Exactly, he'd be just as big a **** if he was white after everything he's done.

I honestly hope I NEVER bump into him. Sounds childish I know but I dunno how I'd react!!!!

Best way to react would be not to react. Let him know he's last decades news and that he's nowhere near important enough to react too anymore.
 
where are those quotes from Marky?

here he is talking about wanting to join the Conservatives :

http://www.theguardian.com/football/2014/oct/10/sol-campbell-conservative-party-conversation

:ross:

"Campbell, who retired in 2011 having won 73 caps for his country, said last week that he was thinking about joining the Conservative Party to fight Labour’s proposed introduction of mansion tax should they win the General Election next year."

All he actually cares about his own money.

Remember this
http://www.telegraph.co.uk/active/9113365/Sol-Campbell-fancy-my-house-for-the-Olympics.html
 
It's only a matter of time before he switches to UKIP. When the racist selection policies of the other parties fail to select him, he will have no other choice.
 
How come he's not been head of the Greens for the last 10 years?.

After all, he has the mind of a vegetable.
 
Is it right that when George Graham arrived at Spurs he wanted to replace you as captain with Tim Sherwood?

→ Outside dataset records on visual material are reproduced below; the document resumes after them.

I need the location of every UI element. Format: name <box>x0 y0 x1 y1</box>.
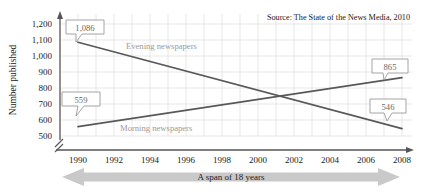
y-tick-label: 900 <box>39 67 53 77</box>
y-tick-label: 1,200 <box>32 19 53 29</box>
x-tick-label: 2006 <box>357 155 376 165</box>
y-axis-title: Number published <box>8 45 18 116</box>
callout-label: 865 <box>384 62 397 72</box>
callout-evening-start: 1,086 <box>66 20 104 42</box>
callout-label: 546 <box>382 102 396 112</box>
x-tick-labels: 1990 1992 1994 1996 1998 2000 2002 2004 … <box>69 155 412 165</box>
line-chart: 1,200 1,100 1,000 900 800 700 600 500 Nu… <box>0 0 423 192</box>
callout-evening-end: 546 <box>370 99 406 121</box>
y-tick-label: 1,100 <box>32 35 53 45</box>
chart-container: 1,200 1,100 1,000 900 800 700 600 500 Nu… <box>0 0 423 192</box>
x-axis <box>56 147 414 153</box>
callout-morning-end: 865 <box>372 59 408 80</box>
x-tick-label: 2002 <box>285 155 303 165</box>
series-label-morning: Morning newspapers <box>120 123 193 133</box>
y-tick-label: 800 <box>39 83 53 93</box>
x-tick-label: 2000 <box>249 155 268 165</box>
x-tick-label: 1998 <box>213 155 232 165</box>
y-tick-label: 600 <box>39 115 53 125</box>
x-tick-label: 1996 <box>177 155 196 165</box>
x-tick-label: 1992 <box>105 155 123 165</box>
span-arrow-label: A span of 18 years <box>198 172 265 182</box>
x-tick-label: 1990 <box>69 155 88 165</box>
series-label-evening: Evening newspapers <box>126 41 198 51</box>
source-annotation: Source: The State of the News Media, 201… <box>267 13 410 22</box>
y-tick-labels: 1,200 1,100 1,000 900 800 700 600 500 <box>32 19 53 141</box>
callout-morning-start: 559 <box>62 92 100 116</box>
y-tick-label: 1,000 <box>32 51 53 61</box>
x-tick-label: 1994 <box>141 155 160 165</box>
y-tick-label: 500 <box>39 131 53 141</box>
callout-label: 559 <box>75 95 88 105</box>
x-tick-label: 2008 <box>393 155 412 165</box>
x-tick-label: 2004 <box>321 155 340 165</box>
y-axis <box>55 11 63 152</box>
y-tick-label: 700 <box>39 99 53 109</box>
callout-label: 1,086 <box>75 23 95 33</box>
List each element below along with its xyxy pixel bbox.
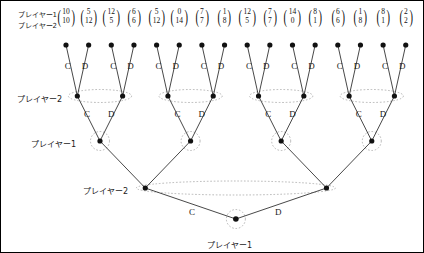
tree-canvas bbox=[1, 1, 424, 253]
terminal-node bbox=[222, 42, 227, 47]
terminal-node bbox=[199, 42, 204, 47]
action-label-d: D bbox=[199, 109, 206, 119]
terminal-node bbox=[86, 42, 91, 47]
decision-node-player2 bbox=[143, 185, 148, 190]
action-label-c: C bbox=[356, 109, 362, 119]
tree-edge bbox=[100, 141, 145, 188]
terminal-node bbox=[313, 42, 318, 47]
decision-node-player1 bbox=[188, 138, 193, 143]
action-label-d: D bbox=[354, 61, 361, 71]
action-label-d: D bbox=[172, 61, 179, 71]
action-label-c: C bbox=[155, 61, 161, 71]
decision-node-player1 bbox=[369, 138, 374, 143]
action-label-d: D bbox=[399, 61, 406, 71]
action-label-c: C bbox=[110, 61, 116, 71]
action-label-d: D bbox=[380, 109, 387, 119]
terminal-node bbox=[177, 42, 182, 47]
terminal-node bbox=[267, 42, 272, 47]
action-label-c: C bbox=[246, 61, 252, 71]
player-turn-label: プレイヤー1 bbox=[207, 239, 252, 250]
decision-node-player2 bbox=[347, 93, 352, 98]
game-tree-figure: プレイヤー1 プレイヤー2 (1010)(512)(125)(66)(512)(… bbox=[0, 0, 424, 253]
action-label-d: D bbox=[308, 61, 315, 71]
terminal-node bbox=[335, 42, 340, 47]
decision-node-player2 bbox=[324, 185, 329, 190]
terminal-node bbox=[245, 42, 250, 47]
action-label-c: C bbox=[201, 61, 207, 71]
action-label-c: C bbox=[382, 61, 388, 71]
action-label-c: C bbox=[65, 61, 71, 71]
action-label-d: D bbox=[108, 109, 115, 119]
terminal-node bbox=[358, 42, 363, 47]
terminal-node bbox=[403, 42, 408, 47]
terminal-node bbox=[290, 42, 295, 47]
terminal-node bbox=[381, 42, 386, 47]
action-label-d: D bbox=[218, 61, 225, 71]
decision-node-player2 bbox=[392, 93, 397, 98]
action-label-c: C bbox=[175, 109, 181, 119]
tree-edge bbox=[281, 141, 326, 188]
decision-node-player2 bbox=[75, 93, 80, 98]
player-turn-label: プレイヤー1 bbox=[31, 138, 76, 149]
decision-node-player1 bbox=[97, 138, 102, 143]
decision-node-player2 bbox=[301, 93, 306, 98]
action-label-c: C bbox=[265, 109, 271, 119]
action-label-d: D bbox=[82, 61, 89, 71]
action-label-d: D bbox=[289, 109, 296, 119]
player-turn-label: プレイヤー2 bbox=[83, 185, 128, 196]
action-label-c: C bbox=[291, 61, 297, 71]
terminal-node bbox=[109, 42, 114, 47]
information-set-layer bbox=[68, 90, 403, 229]
action-label-d: D bbox=[275, 207, 282, 217]
action-label-c: C bbox=[84, 109, 90, 119]
root-node-player1 bbox=[233, 216, 239, 222]
action-label-d: D bbox=[263, 61, 270, 71]
terminal-node bbox=[154, 42, 159, 47]
decision-node-player1 bbox=[279, 138, 284, 143]
decision-node-player2 bbox=[256, 93, 261, 98]
tree-edge bbox=[145, 141, 190, 188]
terminal-node bbox=[63, 42, 68, 47]
decision-node-player2 bbox=[211, 93, 216, 98]
decision-node-player2 bbox=[120, 93, 125, 98]
player-turn-label: プレイヤー2 bbox=[17, 93, 62, 104]
decision-node-player2 bbox=[165, 93, 170, 98]
action-label-c: C bbox=[337, 61, 343, 71]
action-label-d: D bbox=[127, 61, 134, 71]
tree-edge bbox=[326, 141, 371, 188]
terminal-node bbox=[131, 42, 136, 47]
information-set-player2-bottom bbox=[136, 181, 335, 195]
action-label-c: C bbox=[189, 207, 195, 217]
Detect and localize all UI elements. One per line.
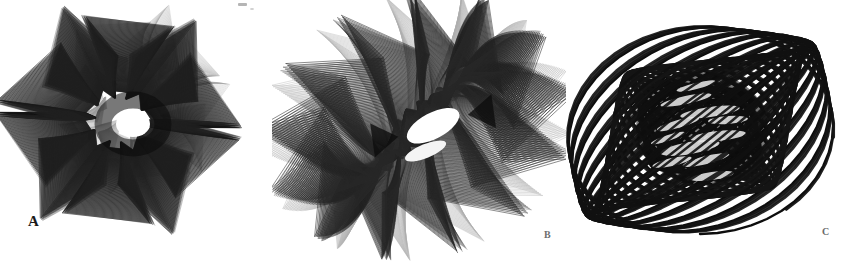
figure-label-a: A [28,214,39,229]
figure-label-b: B [544,230,551,240]
figure-panel-a [0,0,278,261]
harmonograph-curve-a [0,0,278,261]
scan-speck [238,3,247,6]
scan-speck [250,8,254,10]
harmonograph-curve-b [272,0,566,261]
harmonograph-curve-c [560,0,854,261]
figure-plate: A B C [0,0,854,261]
figure-panel-b [272,0,566,261]
figure-label-c: C [822,227,829,237]
figure-panel-c [560,0,854,261]
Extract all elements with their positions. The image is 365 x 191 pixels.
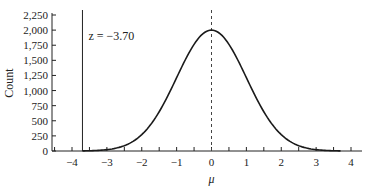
- y-tick-label: 2,000: [23, 24, 48, 36]
- y-axis-label: Count: [2, 68, 16, 98]
- chart: 02505007501,0001,2501,5001,7502,0002,250…: [0, 0, 365, 191]
- y-tick-label: 750: [32, 100, 49, 112]
- x-axis-label: μ: [207, 172, 214, 186]
- x-tick-label: 1: [244, 156, 250, 168]
- z-annotation: z = −3.70: [88, 29, 134, 43]
- y-tick-label: 2,250: [23, 9, 48, 21]
- x-tick-label: 4: [348, 156, 354, 168]
- y-axis: 02505007501,0001,2501,5001,7502,0002,250: [23, 9, 56, 157]
- x-tick-label: 2: [279, 156, 285, 168]
- x-tick-label: −3: [101, 156, 113, 168]
- x-tick-label: −4: [66, 156, 78, 168]
- y-tick-label: 1,750: [23, 39, 48, 51]
- y-tick-label: 0: [43, 145, 49, 157]
- y-tick-label: 1,250: [23, 69, 48, 81]
- y-tick-label: 1,500: [23, 54, 48, 66]
- x-tick-label: 0: [209, 156, 215, 168]
- x-tick-label: −1: [171, 156, 183, 168]
- x-tick-label: −2: [136, 156, 148, 168]
- x-tick-label: 3: [313, 156, 319, 168]
- y-tick-label: 500: [32, 115, 49, 127]
- y-tick-label: 1,000: [23, 85, 48, 97]
- y-tick-label: 250: [32, 130, 49, 142]
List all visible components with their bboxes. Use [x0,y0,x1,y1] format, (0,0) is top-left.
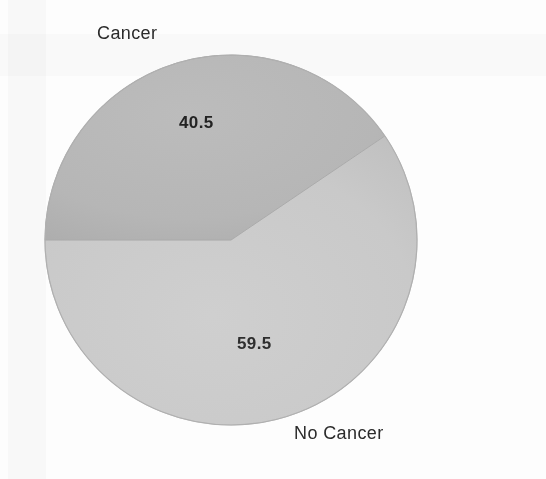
pie-label-cancer: Cancer [97,23,157,44]
pie-chart-svg [0,0,546,479]
pie-chart-figure: Cancer 40.5 59.5 No Cancer [0,0,546,479]
pie-value-label-cancer: 40.5 [179,113,214,133]
pie-label-no-cancer: No Cancer [294,423,384,444]
pie-chart-plot-area: Cancer 40.5 59.5 No Cancer [0,0,546,479]
pie-value-label-no-cancer: 59.5 [237,334,272,354]
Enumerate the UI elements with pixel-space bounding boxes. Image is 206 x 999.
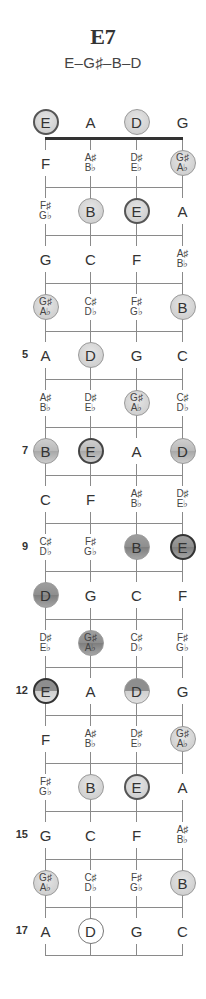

He never said it verbally, but yes he did. George arrived, it was clear he wanted Tim as captain, and I was like, that’s not happening. So they tried to work around it. I don’t think people realised how big I was going to become. I was 23, 24 years old and I had the strength and determination to say ‘no, I’m going nowhere, I’m an England player, I’m playing out of my skin – you might not like how I am but sorry, I am the future. So until I’m gone from this club it’s not going to happen.’ I didn’t verbally say that but how I carried myself said that. It’s quite sad really that people can lose sight of where they are and not look at the bigger picture. I found out for sure what they were doing when we played at Saudi Sportswashing Machine. I was standing in the tunnel, I had Alan Shearer right by my ear hole – he was making sure I could hear – saying to [former Blackburn team-mate] Sherwood: “Tim, have you taken the armband off him yet?” [FFT: How did you react to that?] I said nothing. I had a game and wasn’t going to let it disturb me. I’d say Tim now is pretty much how he was back then.


I might have found one mildly redeeming thing about him, not that it makes an iota of a difference.

Sol Campbell: I don't think people at Spurs realised how big I was going to become

He has issues with everyone in football :lol: Even his brother, for being a Spurs fan.
 
Is it right that when George Graham arrived at Spurs he wanted to replace you as captain with Tim Sherwood?

He never said it verbally, but [I thought] he wanted Tim as captain....

... I had the strength and determination to say ‘no, I’m going nowhere, I’m an England player, I’m playing out of my skin – you might not like how I am but sorry, I am the future. So until I’m gone from this club it’s not going to happen.’ [but] I didn’t verbally say that ...

So basically, Graham never said it and Sol didn't respond, but in Sol's head Graham was thinking that and Sol showed his strength and determination by responding robustly in his thoughts.